The nurse laughed, picked up the IV, and left. Ignatiev thought. So that’s how they do it here. An experimental institute, that’s for sure… Ivanov’s office door opened, and a golden-haired someone strode out, haughty, pushy; Ignatiev jumped out of the way, then watched him go… the blond… A superman, dream, ideal, athlete, victor! The sign over the door was blinking impatiently, and Ignatiev crossed the threshold and Life rang like a bell in his trembling chest.

“Please sit for a minute.”

The doctor, Professor Ivanov, was writing something on a card. They were always like that: call you in, but they’re not ready. Ignatiev sat down and licked his lips. He looked around the office. A chair like a dentist’s, anesthesia equipment with two silvery tanks, and manometer. Over there, a polished cupboard with small gifts from patients, harmless, innocent trifles: plastic model cars, porcelain birds. It was funny to have porcelain birds in an office where such things were done.

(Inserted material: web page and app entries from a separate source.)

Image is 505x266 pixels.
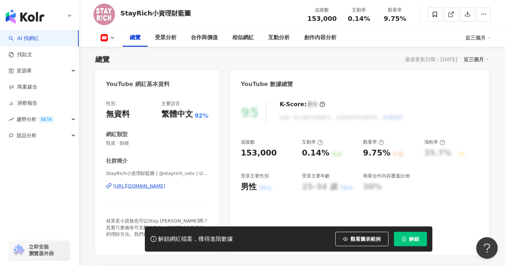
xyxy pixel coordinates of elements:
div: 漲粉率 [424,139,445,145]
span: 立即安裝 瀏覽器外掛 [29,243,54,256]
a: 商案媒合 [9,83,37,91]
div: 追蹤數 [241,139,255,145]
img: chrome extension [11,244,26,256]
div: 網紅類型 [106,130,128,138]
img: KOL Avatar [93,4,115,25]
div: YouTube 網紅基本資料 [106,80,170,88]
span: 資源庫 [17,63,32,79]
div: 主要語言 [161,100,180,107]
div: StayRich小資理財藍圖 [120,9,191,18]
div: BETA [38,116,55,123]
img: logo [6,9,44,24]
div: 互動率 [345,6,373,14]
div: 相似網紅 [232,33,254,42]
div: 創作內容分析 [304,33,336,42]
span: 解鎖 [409,236,419,241]
div: 互動率 [302,139,323,145]
div: 9.75% [363,147,390,158]
div: 最後更新日期：[DATE] [405,56,457,62]
div: 社群簡介 [106,157,128,165]
div: 性別 [106,100,115,107]
div: 近三個月 [465,32,491,43]
button: 觀看圖表範例 [335,231,388,246]
div: 近三個月 [464,55,489,64]
span: 153,000 [307,15,337,22]
div: 男性 [241,181,257,192]
div: 受眾主要年齡 [302,172,330,179]
div: 商業合作內容覆蓋比例 [363,172,410,179]
button: 解鎖 [394,231,427,246]
a: searchAI 找網紅 [9,35,39,42]
span: 競品分析 [17,127,37,143]
a: chrome extension立即安裝 瀏覽器外掛 [9,240,70,259]
div: K-Score : [280,100,325,108]
div: 153,000 [241,147,277,158]
div: YouTube 數據總覽 [241,80,293,88]
div: 追蹤數 [307,6,337,14]
span: 觀看圖表範例 [351,236,381,241]
div: [URL][DOMAIN_NAME] [113,183,165,189]
div: 觀看率 [381,6,409,14]
div: 總覽 [95,54,110,64]
a: 找貼文 [9,51,32,58]
span: 92% [195,112,208,120]
div: 受眾分析 [155,33,176,42]
span: 9.75% [384,15,406,22]
span: 趨勢分析 [17,111,55,127]
div: 互動分析 [268,33,290,42]
div: 總覽 [130,33,141,42]
div: 解鎖網紅檔案，獲得進階數據 [158,235,233,243]
span: 投資 · 財經 [106,140,208,146]
a: [URL][DOMAIN_NAME] [106,183,208,189]
span: 0.14% [348,15,370,22]
span: rise [9,117,14,122]
div: 合作與價值 [191,33,218,42]
span: StayRich小資理財藍圖 | @stayrich_ustv | UCv496KjsTSTpJ4sGfHZ8_Qw [106,170,208,176]
div: 無資料 [106,109,130,120]
div: 觀看率 [363,139,384,145]
div: 繁體中文 [161,109,193,120]
div: 受眾主要性別 [241,172,269,179]
a: 洞察報告 [9,100,37,107]
div: 0.14% [302,147,329,158]
span: lock [401,236,406,241]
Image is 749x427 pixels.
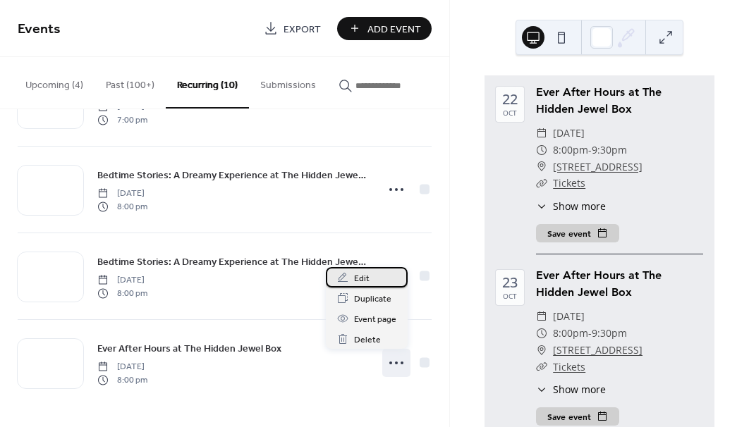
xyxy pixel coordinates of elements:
[284,22,321,37] span: Export
[502,276,518,290] div: 23
[536,159,547,176] div: ​
[97,361,147,374] span: [DATE]
[536,382,606,397] button: ​Show more
[97,114,147,126] span: 7:00 pm
[354,312,396,327] span: Event page
[97,255,368,270] span: Bedtime Stories: A Dreamy Experience at The Hidden Jewel Box
[536,308,547,325] div: ​
[536,408,619,426] button: Save event
[553,360,585,374] a: Tickets
[97,341,281,357] a: Ever After Hours at The Hidden Jewel Box
[367,22,421,37] span: Add Event
[502,92,518,107] div: 22
[553,308,585,325] span: [DATE]
[97,167,368,183] a: Bedtime Stories: A Dreamy Experience at The Hidden Jewel Box
[553,382,606,397] span: Show more
[536,359,547,376] div: ​
[354,292,391,307] span: Duplicate
[536,85,662,116] a: Ever After Hours at The Hidden Jewel Box
[553,325,588,342] span: 8:00pm
[97,254,368,270] a: Bedtime Stories: A Dreamy Experience at The Hidden Jewel Box
[553,142,588,159] span: 8:00pm
[97,188,147,200] span: [DATE]
[553,199,606,214] span: Show more
[337,17,432,40] button: Add Event
[503,109,517,116] div: Oct
[249,57,327,107] button: Submissions
[536,342,547,359] div: ​
[97,169,368,183] span: Bedtime Stories: A Dreamy Experience at The Hidden Jewel Box
[588,142,592,159] span: -
[536,199,606,214] button: ​Show more
[588,325,592,342] span: -
[592,325,627,342] span: 9:30pm
[95,57,166,107] button: Past (100+)
[553,342,643,359] a: [STREET_ADDRESS]
[553,125,585,142] span: [DATE]
[503,293,517,300] div: Oct
[553,176,585,190] a: Tickets
[553,159,643,176] a: [STREET_ADDRESS]
[536,199,547,214] div: ​
[354,272,370,286] span: Edit
[536,382,547,397] div: ​
[354,333,381,348] span: Delete
[536,125,547,142] div: ​
[97,342,281,357] span: Ever After Hours at The Hidden Jewel Box
[14,57,95,107] button: Upcoming (4)
[166,57,249,109] button: Recurring (10)
[18,16,61,43] span: Events
[97,287,147,300] span: 8:00 pm
[97,274,147,287] span: [DATE]
[536,325,547,342] div: ​
[536,269,662,299] a: Ever After Hours at The Hidden Jewel Box
[536,224,619,243] button: Save event
[536,175,547,192] div: ​
[97,200,147,213] span: 8:00 pm
[97,374,147,387] span: 8:00 pm
[592,142,627,159] span: 9:30pm
[253,17,332,40] a: Export
[536,142,547,159] div: ​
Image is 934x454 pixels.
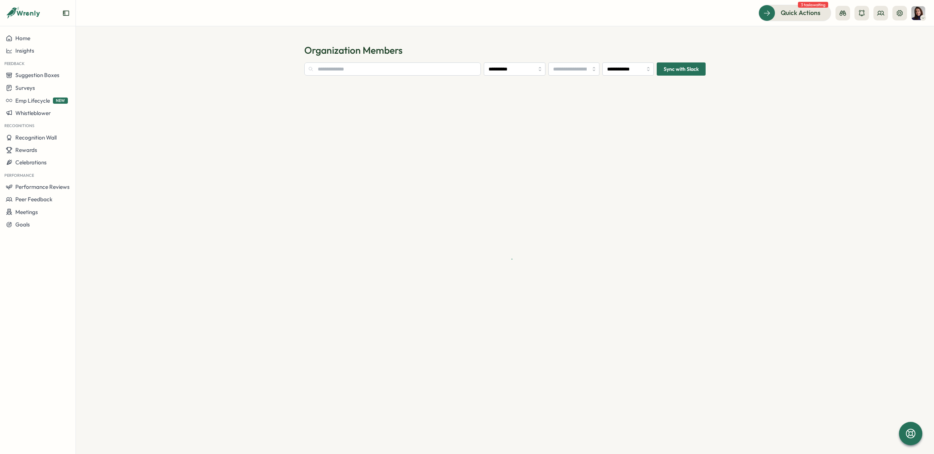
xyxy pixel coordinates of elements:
span: NEW [53,97,68,104]
span: 3 tasks waiting [798,2,828,8]
span: Suggestion Boxes [15,72,59,78]
span: Home [15,35,30,42]
span: Surveys [15,84,35,91]
span: Goals [15,221,30,228]
span: Sync with Slack [664,63,699,75]
span: Rewards [15,146,37,153]
span: Whistleblower [15,109,51,116]
span: Peer Feedback [15,196,53,203]
span: Recognition Wall [15,134,57,141]
span: Celebrations [15,159,47,166]
button: Sync with Slack [657,62,706,76]
h1: Organization Members [304,44,706,57]
span: Quick Actions [781,8,821,18]
img: Viktoria Korzhova [911,6,925,20]
span: Emp Lifecycle [15,97,50,104]
span: Insights [15,47,34,54]
button: Quick Actions [759,5,831,21]
span: Performance Reviews [15,183,70,190]
span: Meetings [15,208,38,215]
button: Expand sidebar [62,9,70,17]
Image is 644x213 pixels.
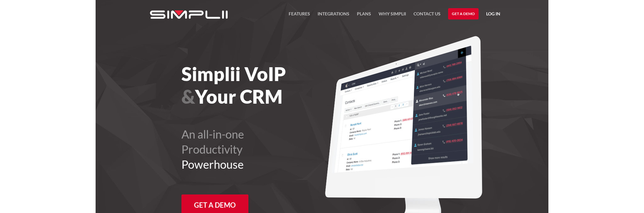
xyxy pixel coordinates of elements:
h2: An all-in-one Productivity [182,126,357,172]
a: Log in [486,10,500,20]
a: Integrations [318,10,349,21]
a: Plans [357,10,371,21]
img: Simplii [150,11,227,19]
span: & [182,85,195,108]
h1: Simplii VoIP Your CRM [182,62,357,108]
span: Powerhouse [182,157,244,171]
a: Why Simplii [378,10,406,21]
a: FEATURES [288,10,310,21]
a: Get a Demo [448,8,479,20]
a: Contact US [414,10,440,21]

The doctor wrote and wrote, and the uncomfortable silence thickened, the only sounds the squeal of the pen, the jangle of the lone black camel’s bridle, and the stiffened rider, and the frozen plain….

Ignatiev squeezed his hands to control the trembling and looked around: everything was ordinary; the shutters of the old window were open and beyond the white window frame was summer.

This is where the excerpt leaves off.